E.D. Notes for the Field: The Only Constant
As a nonprofit E.D., one of your constant challenges is understanding where your organization stands, what to reinforce, and what to change. You often hear the old saying: “the only constant is change.” Since this is demonstrably true, we all have a lot of experience with change processes. So then, why do these efforts regularly fail?
Often the way we try to initiate organizational change goes something like this: First, identify a problem. Second, ruminate over it for a bit. Third, decide something has to be done. Fourth, think through what that might be. And finally, satisfied that a solution is at hand, address the troops. That communication might be something along these lines: “I have identified a serious problem in our midst, something that is really holding us back. Here is what I intend for us to do about it.” Then the message goes on to describe the proposed solution.
Sound familiar? So, what’s wrong with this approach? Maybe nothing, except that it seldom works.
Harvard Business School professor John Kotter has extensively studied both successful and unsuccessful change efforts. His findings resulted in an 8-step change process, described here and in several of his books and articles. I won’t go through the process, which is well-described and documented in Kotter’s writings. Rather, I want to highlight a single concept that is essential to getting change moving. That concept is pain. Kotter calls it, with greater eloquence, “a sense of urgency.”
The problem with the traditional approach to change is that it doesn’t engage people, it directs them. As a management tool, “decide-and-announce” only works on a narrow band of decision-making, mostly around compliance issues. If a safety rule must be implemented or a government regulation followed, you can simply announce it and, like it or not, staff must comply. But even here, if implementing the new rule will require people to rethink how they do their jobs, or change a longstanding practice, decide-and-announce may be inadequate to achieve real behavioral and attitudinal change.
This is because we are creatures of habit. Good or bad, we tend to keep doing things the way we always have. The best way to change ingrained habits is to directly engage the people who must do the changing. This is how you arrived at the insight that something needed to change in the first place – by personally engaging with the problem over time. Attractive as it might be, you cannot then skip this step with your team. This is where pain comes in, as a tool for engagement. Only when we personally experience the pain and discomfort created by the current situation will we embrace the need for change. And only when we embrace the need for change can we be engaged in actually creating it.
Sometimes the pain is obvious: “if we continue on this tack we are going to go out of business in two years.” Sometimes it is less obvious but just as pernicious: “The way we are managing client service is alienating our constituents, which makes them angry when they call for help, which stresses out our workers.” The key to elevating the organization’s “pain awareness” is to find natural and authentic ways to demonstrate the problems caused by the things that need to change. You must connect cause and results, clearly, obviously, and for everyone. If the problem is a business process, the people who conduct that process need to see the downstream impacts of the current systems. If the organization needs to fundamentally change its business model, then everyone needs to see and feel firsthand the current business model’s failure.
Change may be the only constant, but unless we all feel the pain and develop a “sense of urgency,” what we will see is not real change but constantly failing efforts to change.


Pull out every line below that contains the word "liver".

=== Begin Enclosure ===

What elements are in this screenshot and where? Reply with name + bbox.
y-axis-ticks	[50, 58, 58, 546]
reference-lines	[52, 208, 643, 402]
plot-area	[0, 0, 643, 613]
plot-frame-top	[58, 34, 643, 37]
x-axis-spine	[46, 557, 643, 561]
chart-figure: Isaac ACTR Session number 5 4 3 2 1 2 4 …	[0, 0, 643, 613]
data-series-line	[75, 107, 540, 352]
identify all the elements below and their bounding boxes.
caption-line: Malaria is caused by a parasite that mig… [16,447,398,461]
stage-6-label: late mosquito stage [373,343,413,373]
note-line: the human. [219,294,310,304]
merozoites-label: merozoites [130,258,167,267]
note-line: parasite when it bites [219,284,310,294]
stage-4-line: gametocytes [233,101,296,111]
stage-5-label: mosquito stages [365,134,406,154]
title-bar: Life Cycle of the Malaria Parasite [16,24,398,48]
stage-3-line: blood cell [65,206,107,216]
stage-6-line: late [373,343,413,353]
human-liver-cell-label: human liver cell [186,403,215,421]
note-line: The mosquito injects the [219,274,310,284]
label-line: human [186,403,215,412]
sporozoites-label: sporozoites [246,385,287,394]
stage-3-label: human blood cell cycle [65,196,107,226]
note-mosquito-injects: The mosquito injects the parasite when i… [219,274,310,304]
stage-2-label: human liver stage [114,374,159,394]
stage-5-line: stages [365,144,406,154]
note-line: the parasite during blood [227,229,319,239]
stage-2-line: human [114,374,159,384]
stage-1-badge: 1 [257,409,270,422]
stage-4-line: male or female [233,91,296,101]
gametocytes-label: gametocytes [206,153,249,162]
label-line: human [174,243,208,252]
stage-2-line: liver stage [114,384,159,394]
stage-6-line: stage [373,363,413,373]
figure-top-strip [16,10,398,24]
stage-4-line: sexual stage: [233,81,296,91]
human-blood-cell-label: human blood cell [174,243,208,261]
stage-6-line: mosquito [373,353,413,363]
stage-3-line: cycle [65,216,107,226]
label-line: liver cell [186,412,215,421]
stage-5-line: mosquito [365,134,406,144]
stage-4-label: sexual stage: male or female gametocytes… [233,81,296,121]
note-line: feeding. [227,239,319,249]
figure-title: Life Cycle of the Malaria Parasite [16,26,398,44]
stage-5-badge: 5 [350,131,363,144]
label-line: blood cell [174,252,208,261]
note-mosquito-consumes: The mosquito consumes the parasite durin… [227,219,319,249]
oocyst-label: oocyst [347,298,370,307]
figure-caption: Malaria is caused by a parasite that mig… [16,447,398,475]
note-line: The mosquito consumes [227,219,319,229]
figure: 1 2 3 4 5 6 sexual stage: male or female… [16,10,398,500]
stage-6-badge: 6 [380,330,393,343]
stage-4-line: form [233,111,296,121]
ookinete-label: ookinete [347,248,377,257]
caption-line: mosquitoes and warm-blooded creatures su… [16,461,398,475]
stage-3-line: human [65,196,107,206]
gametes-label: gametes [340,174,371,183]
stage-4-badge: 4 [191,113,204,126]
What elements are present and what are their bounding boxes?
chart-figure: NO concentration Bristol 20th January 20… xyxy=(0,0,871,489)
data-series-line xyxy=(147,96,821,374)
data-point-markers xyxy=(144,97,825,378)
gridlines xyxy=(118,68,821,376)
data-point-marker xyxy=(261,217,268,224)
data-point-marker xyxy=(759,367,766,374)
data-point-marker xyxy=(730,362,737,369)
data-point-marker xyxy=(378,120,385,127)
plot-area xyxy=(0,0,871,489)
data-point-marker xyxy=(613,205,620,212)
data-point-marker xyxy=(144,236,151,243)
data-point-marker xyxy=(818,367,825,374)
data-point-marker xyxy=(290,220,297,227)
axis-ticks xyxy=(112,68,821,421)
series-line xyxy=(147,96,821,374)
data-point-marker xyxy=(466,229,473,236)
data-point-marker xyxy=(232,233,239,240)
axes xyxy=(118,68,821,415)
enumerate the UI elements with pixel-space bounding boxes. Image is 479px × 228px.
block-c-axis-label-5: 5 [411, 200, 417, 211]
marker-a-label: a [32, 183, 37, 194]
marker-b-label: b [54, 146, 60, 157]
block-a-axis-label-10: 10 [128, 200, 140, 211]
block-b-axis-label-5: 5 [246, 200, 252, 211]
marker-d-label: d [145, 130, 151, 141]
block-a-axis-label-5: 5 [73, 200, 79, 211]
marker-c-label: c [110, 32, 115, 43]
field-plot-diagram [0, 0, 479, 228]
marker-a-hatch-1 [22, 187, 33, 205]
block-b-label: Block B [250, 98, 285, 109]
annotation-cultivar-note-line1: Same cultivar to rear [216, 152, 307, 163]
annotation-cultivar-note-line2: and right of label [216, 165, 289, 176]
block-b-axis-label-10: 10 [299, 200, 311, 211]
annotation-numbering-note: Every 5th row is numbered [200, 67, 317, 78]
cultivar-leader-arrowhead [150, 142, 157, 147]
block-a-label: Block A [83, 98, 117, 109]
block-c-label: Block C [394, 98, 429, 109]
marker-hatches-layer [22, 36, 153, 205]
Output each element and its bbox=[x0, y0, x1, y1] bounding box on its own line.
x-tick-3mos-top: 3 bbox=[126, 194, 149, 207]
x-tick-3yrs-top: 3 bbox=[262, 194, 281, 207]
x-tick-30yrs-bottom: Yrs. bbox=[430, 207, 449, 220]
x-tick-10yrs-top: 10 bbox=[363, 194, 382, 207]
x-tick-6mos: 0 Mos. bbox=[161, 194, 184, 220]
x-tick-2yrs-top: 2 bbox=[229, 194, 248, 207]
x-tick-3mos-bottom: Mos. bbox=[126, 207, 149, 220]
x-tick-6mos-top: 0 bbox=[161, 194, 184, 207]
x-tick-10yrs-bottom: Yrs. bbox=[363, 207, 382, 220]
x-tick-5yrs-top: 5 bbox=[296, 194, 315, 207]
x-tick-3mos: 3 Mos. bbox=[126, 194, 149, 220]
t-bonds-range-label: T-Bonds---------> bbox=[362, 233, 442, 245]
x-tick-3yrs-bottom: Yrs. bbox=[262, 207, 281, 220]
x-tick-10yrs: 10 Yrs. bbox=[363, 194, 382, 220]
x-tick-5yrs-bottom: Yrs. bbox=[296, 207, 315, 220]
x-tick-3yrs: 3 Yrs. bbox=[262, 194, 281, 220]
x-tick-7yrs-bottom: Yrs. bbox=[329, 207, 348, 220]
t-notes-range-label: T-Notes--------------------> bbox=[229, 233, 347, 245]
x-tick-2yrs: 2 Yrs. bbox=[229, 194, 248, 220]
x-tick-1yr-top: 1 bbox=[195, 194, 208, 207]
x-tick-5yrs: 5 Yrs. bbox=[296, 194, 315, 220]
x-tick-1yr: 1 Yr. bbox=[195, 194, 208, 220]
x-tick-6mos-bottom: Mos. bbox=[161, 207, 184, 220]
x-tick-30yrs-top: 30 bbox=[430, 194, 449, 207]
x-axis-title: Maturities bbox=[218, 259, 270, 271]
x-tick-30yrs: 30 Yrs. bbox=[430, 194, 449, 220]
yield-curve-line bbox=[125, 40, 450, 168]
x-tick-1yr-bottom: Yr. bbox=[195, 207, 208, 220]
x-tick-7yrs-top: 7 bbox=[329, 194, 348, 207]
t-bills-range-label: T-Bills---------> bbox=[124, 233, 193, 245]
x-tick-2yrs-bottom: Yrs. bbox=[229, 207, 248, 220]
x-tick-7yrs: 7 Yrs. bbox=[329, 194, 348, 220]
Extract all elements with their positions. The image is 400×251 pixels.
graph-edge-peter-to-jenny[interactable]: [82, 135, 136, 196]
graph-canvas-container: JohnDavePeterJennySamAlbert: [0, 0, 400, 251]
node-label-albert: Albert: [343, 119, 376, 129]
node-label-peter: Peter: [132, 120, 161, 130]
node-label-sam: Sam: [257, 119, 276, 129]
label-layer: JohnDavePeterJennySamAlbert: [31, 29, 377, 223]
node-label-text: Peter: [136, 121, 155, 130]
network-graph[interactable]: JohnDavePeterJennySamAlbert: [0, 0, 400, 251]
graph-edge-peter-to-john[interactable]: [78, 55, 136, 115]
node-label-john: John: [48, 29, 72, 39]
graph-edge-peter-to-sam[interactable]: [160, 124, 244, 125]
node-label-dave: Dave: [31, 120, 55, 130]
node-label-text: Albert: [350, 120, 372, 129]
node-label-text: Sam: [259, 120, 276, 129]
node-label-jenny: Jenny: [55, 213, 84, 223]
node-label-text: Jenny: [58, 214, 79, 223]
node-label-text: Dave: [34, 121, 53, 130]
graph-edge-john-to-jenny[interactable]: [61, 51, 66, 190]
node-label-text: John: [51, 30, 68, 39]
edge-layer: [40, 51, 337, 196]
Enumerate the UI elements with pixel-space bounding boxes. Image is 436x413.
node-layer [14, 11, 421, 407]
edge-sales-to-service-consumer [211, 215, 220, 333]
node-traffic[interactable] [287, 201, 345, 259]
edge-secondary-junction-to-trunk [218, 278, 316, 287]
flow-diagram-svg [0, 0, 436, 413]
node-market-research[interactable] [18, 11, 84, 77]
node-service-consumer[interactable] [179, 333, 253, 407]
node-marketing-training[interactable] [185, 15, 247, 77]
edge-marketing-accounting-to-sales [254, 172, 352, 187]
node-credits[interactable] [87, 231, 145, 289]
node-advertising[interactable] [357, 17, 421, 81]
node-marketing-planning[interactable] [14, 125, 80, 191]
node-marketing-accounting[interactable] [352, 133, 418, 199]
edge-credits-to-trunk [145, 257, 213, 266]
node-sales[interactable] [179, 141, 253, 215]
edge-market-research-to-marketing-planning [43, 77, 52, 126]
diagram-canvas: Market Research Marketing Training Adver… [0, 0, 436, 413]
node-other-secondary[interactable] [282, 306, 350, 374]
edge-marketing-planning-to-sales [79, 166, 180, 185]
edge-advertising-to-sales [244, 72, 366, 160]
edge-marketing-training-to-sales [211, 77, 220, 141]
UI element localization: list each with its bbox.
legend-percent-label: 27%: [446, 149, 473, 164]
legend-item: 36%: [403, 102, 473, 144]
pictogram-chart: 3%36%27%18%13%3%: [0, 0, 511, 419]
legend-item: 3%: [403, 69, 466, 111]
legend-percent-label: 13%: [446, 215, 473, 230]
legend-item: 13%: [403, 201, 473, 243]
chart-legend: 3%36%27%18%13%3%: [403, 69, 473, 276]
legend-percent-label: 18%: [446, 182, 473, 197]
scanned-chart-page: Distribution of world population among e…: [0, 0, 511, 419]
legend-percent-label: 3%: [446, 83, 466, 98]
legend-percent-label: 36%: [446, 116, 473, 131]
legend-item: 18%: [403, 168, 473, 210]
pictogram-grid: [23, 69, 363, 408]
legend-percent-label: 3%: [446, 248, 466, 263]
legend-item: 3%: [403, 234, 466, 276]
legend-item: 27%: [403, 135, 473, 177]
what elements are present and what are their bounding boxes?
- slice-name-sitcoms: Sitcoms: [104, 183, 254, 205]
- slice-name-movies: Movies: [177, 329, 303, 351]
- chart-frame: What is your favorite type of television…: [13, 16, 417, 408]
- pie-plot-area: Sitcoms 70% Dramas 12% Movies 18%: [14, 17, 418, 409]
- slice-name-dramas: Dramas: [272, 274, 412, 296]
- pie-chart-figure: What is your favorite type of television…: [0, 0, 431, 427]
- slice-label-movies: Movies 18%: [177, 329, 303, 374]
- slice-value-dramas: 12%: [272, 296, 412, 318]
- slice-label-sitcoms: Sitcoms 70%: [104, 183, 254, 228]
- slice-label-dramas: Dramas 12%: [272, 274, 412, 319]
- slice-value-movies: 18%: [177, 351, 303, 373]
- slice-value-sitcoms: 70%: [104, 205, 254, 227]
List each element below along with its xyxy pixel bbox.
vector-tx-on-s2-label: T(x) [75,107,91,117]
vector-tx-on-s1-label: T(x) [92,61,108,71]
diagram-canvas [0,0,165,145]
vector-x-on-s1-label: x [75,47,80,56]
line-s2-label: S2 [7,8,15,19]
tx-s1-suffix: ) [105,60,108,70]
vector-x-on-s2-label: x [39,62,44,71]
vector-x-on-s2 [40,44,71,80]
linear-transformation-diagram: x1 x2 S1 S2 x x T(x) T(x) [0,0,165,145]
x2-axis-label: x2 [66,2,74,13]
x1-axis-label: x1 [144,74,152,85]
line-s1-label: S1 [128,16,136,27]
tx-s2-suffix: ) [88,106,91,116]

=== End Enclosure ===

_EXERCISE SOLUTION:_
human-liver-cell-label: human liver cell [186,403,215,421]
stage-2-label: human liver stage [114,374,159,394]
stage-2-line: liver stage [114,384,159,394]
label-line: liver cell [186,412,215,421]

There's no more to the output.